On February 12, 2011, Curt created the most recent Shakespeare Behind Bars program at the Earnest C. Brooks Correctional Facility in Muskegon Heights, Michigan.

Curt frequently travels the country to screen Philomath Films award-winning documentary - Shakespeare Behind Bars, facilitate a post-screening audience talk-back, teach master classes, and visit classrooms. To date, he has visited thirty-three college campuses and eleven professional Shakespeare Festivals. Additionally, Curt has been hosted by the Modern Language Association, Shakespeare Association of America, National Conference of the Teachers of English, Shakespeare Theatre Association, and the Kennedy Center American College Theatre Festival Regions III, VII, and VIII.

Curt has been the keynote speaker at the Utah Shakespearean Festival’s Wooden O Symposium; the European League of Institutes of the Arts (ELIA) Joint International Symposium with Columbia College, Chicago, IL;  National Arts Club in New York City; and the Shakespeare Connection Conference at the Grand Valley Shakespeare Festival. Additionally, he has upcoming keynote speaking engagements as the Gates-Ferry Distinguished  Visiting Lectureship at Centenary College; Personal Effectiveness and Employability Through the Arts (PEETA) International Symposium, Rotterdam, Netherlands; and the Jepson School of Leadership Study at the University of Richmond.

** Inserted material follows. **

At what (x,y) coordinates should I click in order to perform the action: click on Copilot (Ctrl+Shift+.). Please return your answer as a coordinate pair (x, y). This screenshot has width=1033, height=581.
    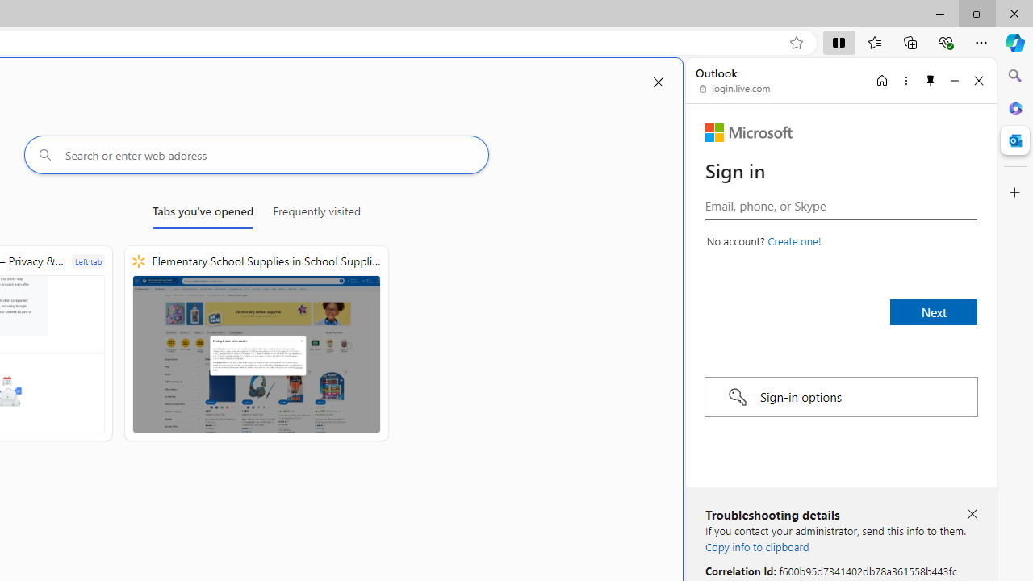
    Looking at the image, I should click on (1015, 42).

Curt has delivered two TED Talks. In 2012, at the TEDx Macatawa in Holland, Michigan where the subject of his talk was mercy and in 2010, at the TEDx East in New York City where the subject of his talk was shame. Additionally, he was a guest speaker at the Vibe Wire Youth, Inc. FastBREAK Breakfast Speaker Series in Sydney, New South Wales, Australia. In September, Curt will be hosted at the IDEA Festival in Louisville to screen the SBB documentary, facilitate a post-screening audience talk-back, and chair a panel about Shakespeare in corrections.

Curt is the recipient of two distinctive fellowships, from the Fulbright Foundation and the Petra Foundation, for his work with Shakespeare in corrections. Curt’s 2011 Fulbright Senior Scholar Fellowship took him to Australia where he brought SBB to the Borallon Correctional Centre in Queensland.

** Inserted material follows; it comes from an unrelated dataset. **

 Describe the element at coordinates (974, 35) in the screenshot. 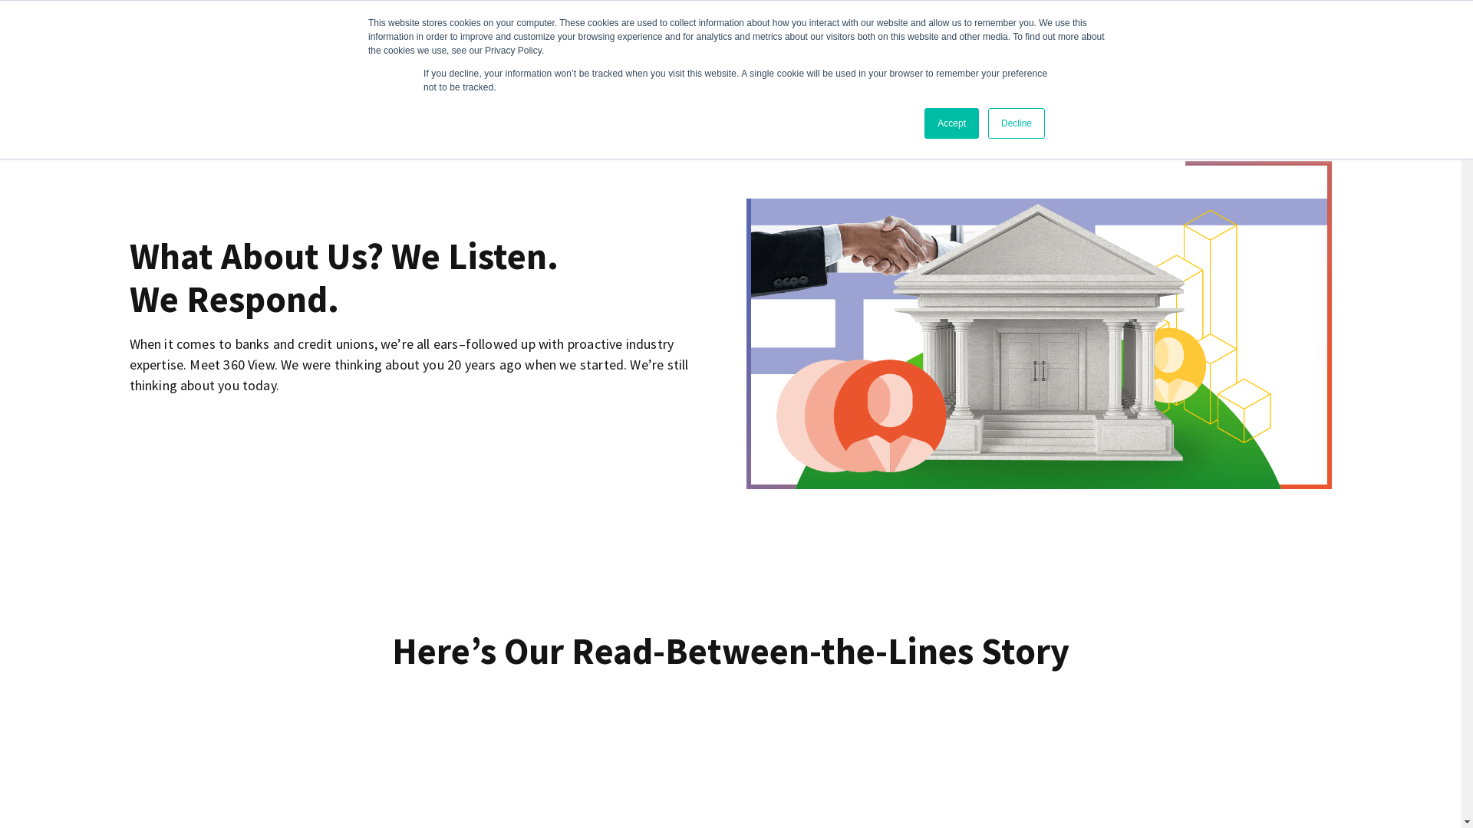

I see `Pricing` at that location.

Curt is a published poet and essayist who writes about the transformative power of art, theatre, and the works of William Shakespeare. He has three published essays - “As Performed: By Shakespeare Behind Bars at the Luther Luckett Correctional Complex in LaGrange, KY, 2003” in The Tempest, Chicago: Sourcebooks Shakespeare 2008 and “The Keeper of the Keys:Building a Successful Relationship with the Warden” in Performing New Lives: Reflections on Prison Theatre, London: Jessica Kingsley Publishers 2010. His third essay, published in the 2012 edition of the Shakespeare Survey, is co-written in with SBB/KY founding member Hal
Cobb - “Prospero Behind Bars: Redemption, Forgiveness, & Transformation”. His essay - “Shakespeare Goes to Prison: Holding the Transformative Mirror up to Nature: Responsibility, Forgiveness, and Redemption” won the University of Wyoming 2010 National Amy and Eric Burger Essays on Theatre Competition. Additionally, Curt continues to write his own book, Behind the Bard-Wire: Reflection, Responsibility, Redemption, & Forgiveness . . . The Transformative Power of Art, Theatre, and Shakespeare.

Curt is the recipient of a number of prestigious honors and awards, including a Doctor of Humane Letters from Bellarmine University, an Al Smith Fellowship in playwriting from the Kentucky Arts Council, the Fleur-de-lis Award from the Louisville Forum, the Mildred A. Dougherty Award from the Greater Louisville English Council, and a Distinguished Alumni Award from the University of Minnesota.